Is there a standard way of building packages with graphical extension

Hi. I often bump into the following problem, related to graphics libraries. I have worked with Matlab for more than 20 years, so I had my habits (I nearly stopped since I adopted Julia, and have been all the more happy). The way figures are built in Matlab is imperative programming style, similar to what is done in matplotlib.

I have tested several graphics backends for Julia (Plots, Plotly, Makie, Gadfly), and I have settled with Makie (Cairo mainly, GL when I have to). I am very happy with it, but it cost me a bit to be fluent with Makie’s style (Figures, Axes, etc.). I could be using every graphics backend for some time every week so as to stay alert with each of them, but it’s too much of a workload. I stick with Makie, I can make beautiful (so I find) figures, and be efficient.

When I use a package for a computation in a given field (statistics, graphs, agent modelling, etc.), there usually are functions to plot the data types from the package. And there is a preferred backend: Plots, Makie, Matplotlib, Plotly, etc. It may take me some time to properly get to display the figures of interest using a different backend than my favorite (which is a subjective choice).

I reckon it would be interesting to put any graphics related functions/code in packages extensions only. For example, it would allow to extend the use of packages for other backends through Pull Requests and extensions. And it would make packages somewhat more generic… But maybe I am too rigid with my coding habits…

An other way would be going generic in some way, for example by defining generic recipes that can be implemented for every backend.

Is this a problem shared by some of you ? Or am I the only one complaining about that ?

I believe this is the current status quo in most packages. Perhaps you need to open issues in specific packages that you are currently using?

I think everyone using software has this problem. Libraries only support what their developers implemented, and it just takes work to add capability.

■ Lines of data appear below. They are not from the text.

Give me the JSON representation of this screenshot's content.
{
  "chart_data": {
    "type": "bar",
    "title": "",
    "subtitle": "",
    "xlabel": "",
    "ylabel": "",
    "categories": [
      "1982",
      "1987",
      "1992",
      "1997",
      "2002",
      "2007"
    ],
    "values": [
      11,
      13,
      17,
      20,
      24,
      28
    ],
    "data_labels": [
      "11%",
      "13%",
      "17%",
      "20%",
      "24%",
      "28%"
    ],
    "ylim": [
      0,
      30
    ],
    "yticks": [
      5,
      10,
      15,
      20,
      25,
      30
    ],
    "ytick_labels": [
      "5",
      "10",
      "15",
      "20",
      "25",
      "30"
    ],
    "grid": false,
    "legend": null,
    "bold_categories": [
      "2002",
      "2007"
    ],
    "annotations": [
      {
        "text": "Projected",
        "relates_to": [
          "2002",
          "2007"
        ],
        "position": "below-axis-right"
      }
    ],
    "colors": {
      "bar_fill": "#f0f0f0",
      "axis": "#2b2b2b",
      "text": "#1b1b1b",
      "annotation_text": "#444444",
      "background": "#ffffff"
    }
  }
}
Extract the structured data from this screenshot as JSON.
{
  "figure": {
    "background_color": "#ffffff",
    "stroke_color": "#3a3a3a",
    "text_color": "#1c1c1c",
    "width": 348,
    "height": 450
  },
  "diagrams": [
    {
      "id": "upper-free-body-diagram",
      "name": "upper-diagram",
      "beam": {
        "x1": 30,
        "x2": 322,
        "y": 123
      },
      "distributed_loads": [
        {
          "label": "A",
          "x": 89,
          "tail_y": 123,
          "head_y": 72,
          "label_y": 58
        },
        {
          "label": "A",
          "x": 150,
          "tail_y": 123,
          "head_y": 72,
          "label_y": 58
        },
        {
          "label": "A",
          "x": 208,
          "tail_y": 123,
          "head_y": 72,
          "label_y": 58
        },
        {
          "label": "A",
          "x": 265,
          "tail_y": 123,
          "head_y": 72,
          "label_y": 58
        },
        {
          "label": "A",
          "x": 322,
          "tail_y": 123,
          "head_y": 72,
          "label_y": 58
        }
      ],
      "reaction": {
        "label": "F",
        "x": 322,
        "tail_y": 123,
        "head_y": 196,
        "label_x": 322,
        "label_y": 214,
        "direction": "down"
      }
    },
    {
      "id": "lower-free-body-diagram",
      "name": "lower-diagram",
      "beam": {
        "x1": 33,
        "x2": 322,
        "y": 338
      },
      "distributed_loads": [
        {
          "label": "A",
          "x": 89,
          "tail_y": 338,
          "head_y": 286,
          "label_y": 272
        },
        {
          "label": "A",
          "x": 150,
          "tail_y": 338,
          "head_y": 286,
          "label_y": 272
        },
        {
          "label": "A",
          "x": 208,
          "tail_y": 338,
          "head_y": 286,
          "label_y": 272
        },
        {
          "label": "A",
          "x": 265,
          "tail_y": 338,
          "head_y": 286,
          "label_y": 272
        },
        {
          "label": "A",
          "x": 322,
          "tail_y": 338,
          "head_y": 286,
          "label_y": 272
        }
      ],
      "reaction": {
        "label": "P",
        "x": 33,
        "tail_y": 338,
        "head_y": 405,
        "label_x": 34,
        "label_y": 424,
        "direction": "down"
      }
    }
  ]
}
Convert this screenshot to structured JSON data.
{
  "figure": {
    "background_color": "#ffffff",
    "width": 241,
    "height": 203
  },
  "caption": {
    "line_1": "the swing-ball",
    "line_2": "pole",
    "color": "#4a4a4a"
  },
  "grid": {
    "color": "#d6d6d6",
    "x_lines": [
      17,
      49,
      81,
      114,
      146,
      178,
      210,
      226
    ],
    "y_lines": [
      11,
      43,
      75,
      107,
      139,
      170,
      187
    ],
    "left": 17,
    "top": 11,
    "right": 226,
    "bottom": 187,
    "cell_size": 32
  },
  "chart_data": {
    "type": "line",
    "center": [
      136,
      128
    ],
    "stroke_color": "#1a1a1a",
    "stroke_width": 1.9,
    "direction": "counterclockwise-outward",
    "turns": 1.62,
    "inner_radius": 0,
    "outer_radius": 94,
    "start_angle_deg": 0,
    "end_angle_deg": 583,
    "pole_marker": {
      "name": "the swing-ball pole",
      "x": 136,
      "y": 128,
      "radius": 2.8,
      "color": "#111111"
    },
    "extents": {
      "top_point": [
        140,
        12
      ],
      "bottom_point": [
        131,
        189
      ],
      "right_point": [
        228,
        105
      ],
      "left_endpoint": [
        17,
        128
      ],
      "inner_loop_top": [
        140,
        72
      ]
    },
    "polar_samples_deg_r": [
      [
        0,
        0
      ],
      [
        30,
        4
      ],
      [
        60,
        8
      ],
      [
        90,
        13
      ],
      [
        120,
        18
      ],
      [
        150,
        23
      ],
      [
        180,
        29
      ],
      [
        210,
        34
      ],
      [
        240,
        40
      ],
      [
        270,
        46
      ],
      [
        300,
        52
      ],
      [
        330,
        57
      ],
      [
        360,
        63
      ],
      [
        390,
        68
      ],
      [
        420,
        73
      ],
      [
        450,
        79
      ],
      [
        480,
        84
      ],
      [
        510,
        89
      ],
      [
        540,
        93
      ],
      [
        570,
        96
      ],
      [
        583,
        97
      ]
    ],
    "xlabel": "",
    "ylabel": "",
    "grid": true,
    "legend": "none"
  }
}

If you’re talking about the Pkg feature of package extensions, then it’s not a critical factor. Extensions add methods that mix names from its trigger packages, and the naive multimethod approach to distinguishing backend packages is to dispatch on a dedicated argument type mapped to the backend packages. A name related to such a type would need to be provided by the backend package for us to access; luckily dispatching on Val{module} is a feature.

Makie doesn’t put its backends in extensions, but in dependent packages of the same repository to import by name (import statements can’t name extensions, only packages), and calling an activate! function specifically changes Makie’s choice of backend package. Plots, or rather PlotsBase, does use extensions with backend plotting packages in separate repositories, and it also uses function calls to switch backends. If a library needs to plot but can’t reuse one of these backend-selecting plotting libraries, then it would need to implement its own complicated backend system, which is probably why it’s not that common.

One solution to this problem is plot recipes, which Makie supports (see Recipes | Makie). If you write recipes for the packages you use, then you could continue to use Makie and not depend on the (Plots.jl) recipes provided by each individual package.

I think that, at least in some cases, it makes sense to put recipes in separate packages. For example, I want to use Gaston for plotting, and I want to plot types from DSP. Since DSP is not likely to accept a dependency on GastonRecipes, I put together a separate package, GastonDSP with the recipes I need. If your recipes are likely to be of use only to you and a few other people, you don’t even have to register them.

Writing your own recipes can be a bit of extra work, but if you only need to plot a few types, it should not be too cumbersome.